In my app the activity which is currently running needs data from an activity which has started it. The parent activity has an object which method needs to be invoked to get the required data.
I am doing like this
In the ParentActivity
public static Puzzle puzzle; // Puzzle is a class
In the child activity
Puzzle puzzle = ParentActivity.puzzle;
ArrayList<String> cells = puzzle.getItemList();
It seems to work. But I am not sure about correctness of this approach. It allowed in android.

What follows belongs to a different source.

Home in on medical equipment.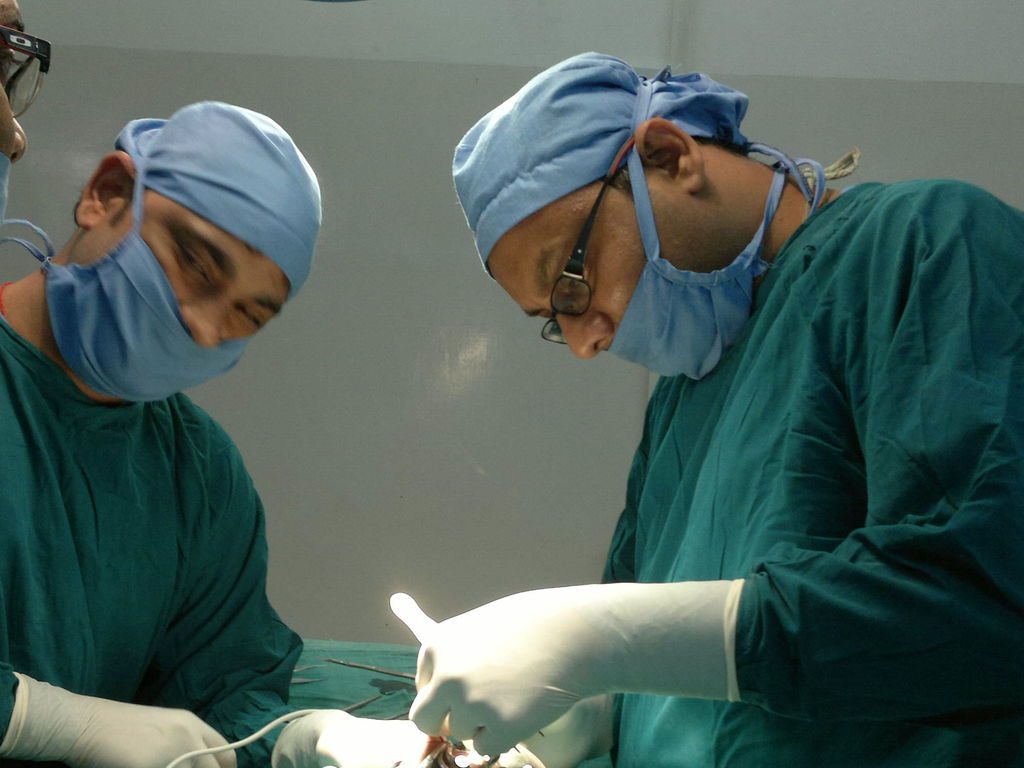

Will android run-time form destroying the parent activity.
If
Puzzleis some plain object representing a data model, what you have is “correct” so long as you consider this to only be a cache and ifPuzzleand its contents are fairly small.Your process can be terminated at any time after it leaves the foreground. At that point, your cached
Puzzlevanishes. Any data that needs to survive needs to be stored persistently: file, database,SharedPreferences, “the cloud”, whatever. Your staticPuzzlecan be a cache of that persistent data, but the real data model is the persistent store, not the cachedPuzzle.Also, static data members represent intentional memory leaks. Anything referenced by that static
Puzzlecannot be garbage collected. That works so long as thePuzzleis small. This is also why it is important forPuzzleto be an ordinaryObject, not something more complex (e.g., anActivity) — the more complex the object, the more memory you leak.